Burning Money
By HOWARD MARKEL
Published: August 22, 2005
IN the late 1990's, the tobacco companies made a historic legal settlement with every state and the District of Columbia, agreeing to pay $246 billion over 25 years for tobacco prevention and cessation programs. In the last five years, the states have received $40.7 billion in tobacco settlement revenue but have devoted only 5 percent of this money to fighting the tobacco epidemic.
# Alabama has spent more than $1 million of this money on boot camps for juvenile delinquents, alternative schools and metal detectors and surveillance cameras for public schools.
# Illinois has used $315 million for property tax relief and an earned-income tax rebate.
# Michigan, which spends no money on tobacco prevention or cessation, has used 75 percent of its tobacco revenue to provide $2,500 college scholarships to high school students.
# New York has used $700,000 to buy golf carts and an irrigation and sprinkler system for a public golf course in Niagara County.
# In North Carolina, 75 percent of the tobacco settlement money went to provide assistance to the tobacco-producing community.
# North Dakota spent about 45 percent of its settlement on water resources and flood control projects.
# Virginia has spent $12 million to lay fiber-optic lines for broadband cable in southern sections of the state.
This lawsuit was never intended to balance ailing state budgets, let alone buy golf carts, cable lines and security cameras. Voters, millions of smokers who want to quit and millions more we want to keep from ever smoking ought to ask their legislators where the money went.
Howard Markel, a pediatrician and historian of medicine at the University of Michigan, is the author of "When Germs Travel."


* _Task statement_
Only an exact retyping of all the entries counts as an answer.

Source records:

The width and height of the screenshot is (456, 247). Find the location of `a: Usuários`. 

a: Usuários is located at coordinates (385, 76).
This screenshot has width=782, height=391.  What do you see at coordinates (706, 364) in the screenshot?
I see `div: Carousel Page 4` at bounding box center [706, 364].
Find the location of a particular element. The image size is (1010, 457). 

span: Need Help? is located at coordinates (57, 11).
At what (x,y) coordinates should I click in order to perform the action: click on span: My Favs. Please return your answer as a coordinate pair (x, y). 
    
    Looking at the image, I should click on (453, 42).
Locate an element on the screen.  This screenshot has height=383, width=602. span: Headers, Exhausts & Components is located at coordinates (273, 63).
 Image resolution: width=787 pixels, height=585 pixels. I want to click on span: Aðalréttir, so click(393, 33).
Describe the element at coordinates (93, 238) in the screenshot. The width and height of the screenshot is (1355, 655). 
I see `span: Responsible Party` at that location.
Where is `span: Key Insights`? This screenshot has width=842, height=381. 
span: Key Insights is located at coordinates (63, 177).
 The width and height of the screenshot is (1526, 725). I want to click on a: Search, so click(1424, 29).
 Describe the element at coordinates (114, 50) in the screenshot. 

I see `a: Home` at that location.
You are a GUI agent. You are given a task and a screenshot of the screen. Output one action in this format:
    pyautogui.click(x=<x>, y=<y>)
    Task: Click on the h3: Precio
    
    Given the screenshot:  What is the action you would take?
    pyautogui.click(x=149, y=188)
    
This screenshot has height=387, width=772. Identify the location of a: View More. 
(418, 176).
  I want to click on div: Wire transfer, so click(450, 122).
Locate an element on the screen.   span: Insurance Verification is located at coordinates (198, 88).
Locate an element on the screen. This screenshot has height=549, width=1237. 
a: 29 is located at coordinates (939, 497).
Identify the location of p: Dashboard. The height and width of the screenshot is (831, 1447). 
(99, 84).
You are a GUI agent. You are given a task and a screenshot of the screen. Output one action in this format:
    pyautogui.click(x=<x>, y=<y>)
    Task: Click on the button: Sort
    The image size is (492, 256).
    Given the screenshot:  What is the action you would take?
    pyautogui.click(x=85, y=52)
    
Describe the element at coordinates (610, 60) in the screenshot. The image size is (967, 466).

* _Exercise answer_
The width and height of the screenshot is (456, 247). Find the location of `a: Usuários`. 

a: Usuários is located at coordinates (385, 76).
This screenshot has width=782, height=391.  What do you see at coordinates (706, 364) in the screenshot?
I see `div: Carousel Page 4` at bounding box center [706, 364].
Find the location of a particular element. The image size is (1010, 457). 

span: Need Help? is located at coordinates (57, 11).
At what (x,y) coordinates should I click in order to perform the action: click on span: My Favs. Please return your answer as a coordinate pair (x, y). 
    
    Looking at the image, I should click on (453, 42).
Locate an element on the screen.  This screenshot has height=383, width=602. span: Headers, Exhausts & Components is located at coordinates (273, 63).
 Image resolution: width=787 pixels, height=585 pixels. I want to click on span: Aðalréttir, so click(393, 33).
Describe the element at coordinates (93, 238) in the screenshot. The width and height of the screenshot is (1355, 655). 
I see `span: Responsible Party` at that location.
Where is `span: Key Insights`? This screenshot has width=842, height=381. 
span: Key Insights is located at coordinates (63, 177).
 The width and height of the screenshot is (1526, 725). I want to click on a: Search, so click(1424, 29).
 Describe the element at coordinates (114, 50) in the screenshot. 

I see `a: Home` at that location.
You are a GUI agent. You are given a task and a screenshot of the screen. Output one action in this format:
    pyautogui.click(x=<x>, y=<y>)
    Task: Click on the h3: Precio
    
    Given the screenshot:  What is the action you would take?
    pyautogui.click(x=149, y=188)
    
This screenshot has height=387, width=772. Identify the location of a: View More. 
(418, 176).
  I want to click on div: Wire transfer, so click(450, 122).
Locate an element on the screen.   span: Insurance Verification is located at coordinates (198, 88).
Locate an element on the screen. This screenshot has height=549, width=1237. 
a: 29 is located at coordinates (939, 497).
Identify the location of p: Dashboard. The height and width of the screenshot is (831, 1447). 
(99, 84).
You are a GUI agent. You are given a task and a screenshot of the screen. Output one action in this format:
    pyautogui.click(x=<x>, y=<y>)
    Task: Click on the button: Sort
    The image size is (492, 256).
    Given the screenshot:  What is the action you would take?
    pyautogui.click(x=85, y=52)
    
Describe the element at coordinates (610, 60) in the screenshot. The image size is (967, 466).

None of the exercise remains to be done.